**DATA SECTION:**
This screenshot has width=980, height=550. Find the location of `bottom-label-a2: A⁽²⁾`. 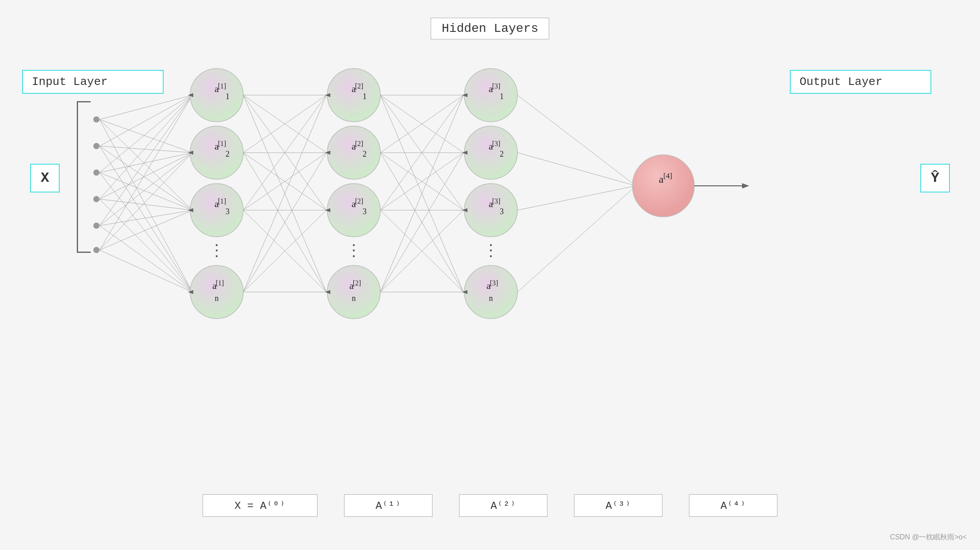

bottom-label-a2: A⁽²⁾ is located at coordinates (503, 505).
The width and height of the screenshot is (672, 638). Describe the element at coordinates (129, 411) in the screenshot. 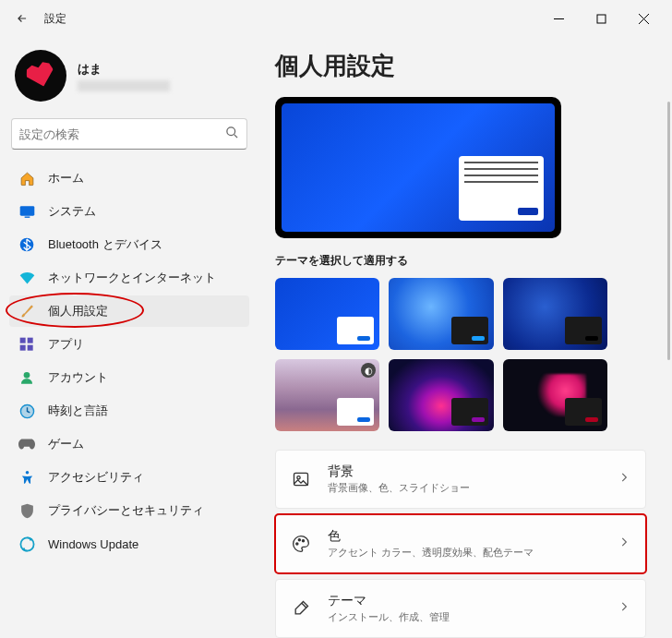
--
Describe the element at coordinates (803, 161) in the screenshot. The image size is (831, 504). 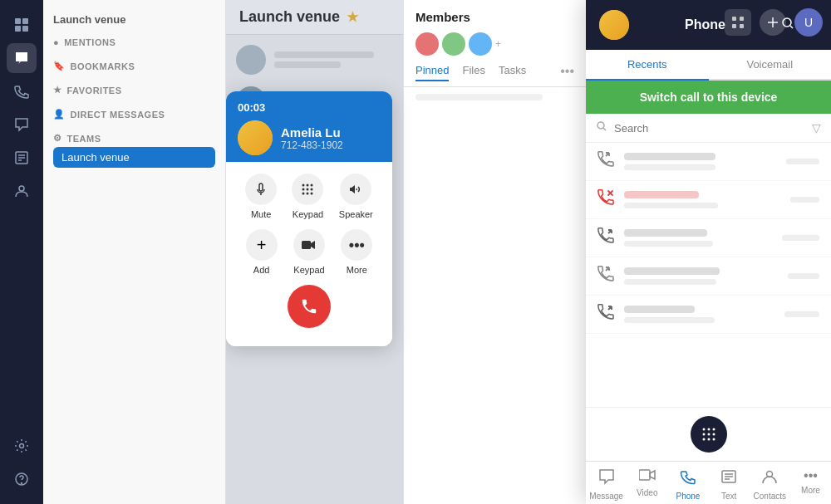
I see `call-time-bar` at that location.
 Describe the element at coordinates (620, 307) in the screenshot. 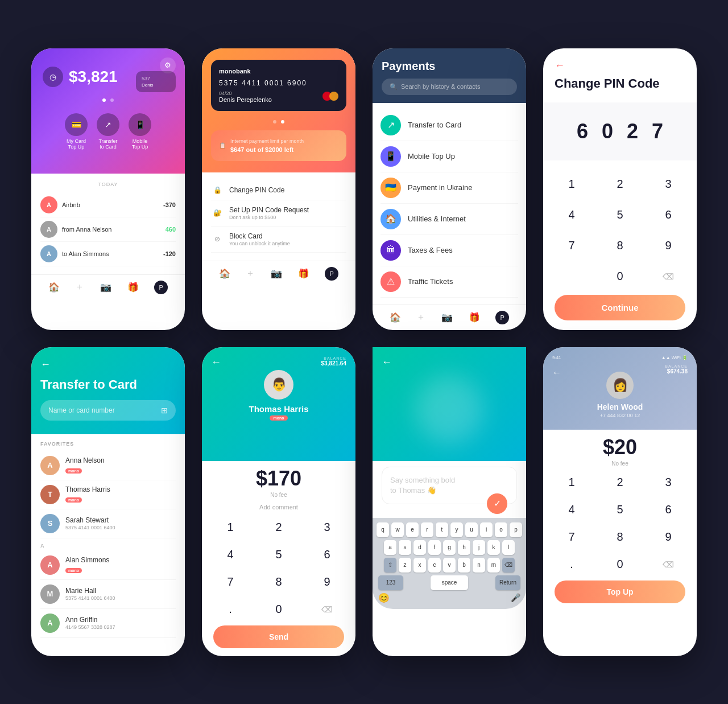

**TASK ITEM:** Within the listing above, the lines from the one with "This screenshot has" through the one with "The width and" are to be given again word for word. Do not include pictures.

**OUTPUT BELOW:**
This screenshot has width=980, height=550. Find the location of `bottom-label-a2: A⁽²⁾`. 

bottom-label-a2: A⁽²⁾ is located at coordinates (503, 505).
The width and height of the screenshot is (672, 638). Describe the element at coordinates (129, 411) in the screenshot. 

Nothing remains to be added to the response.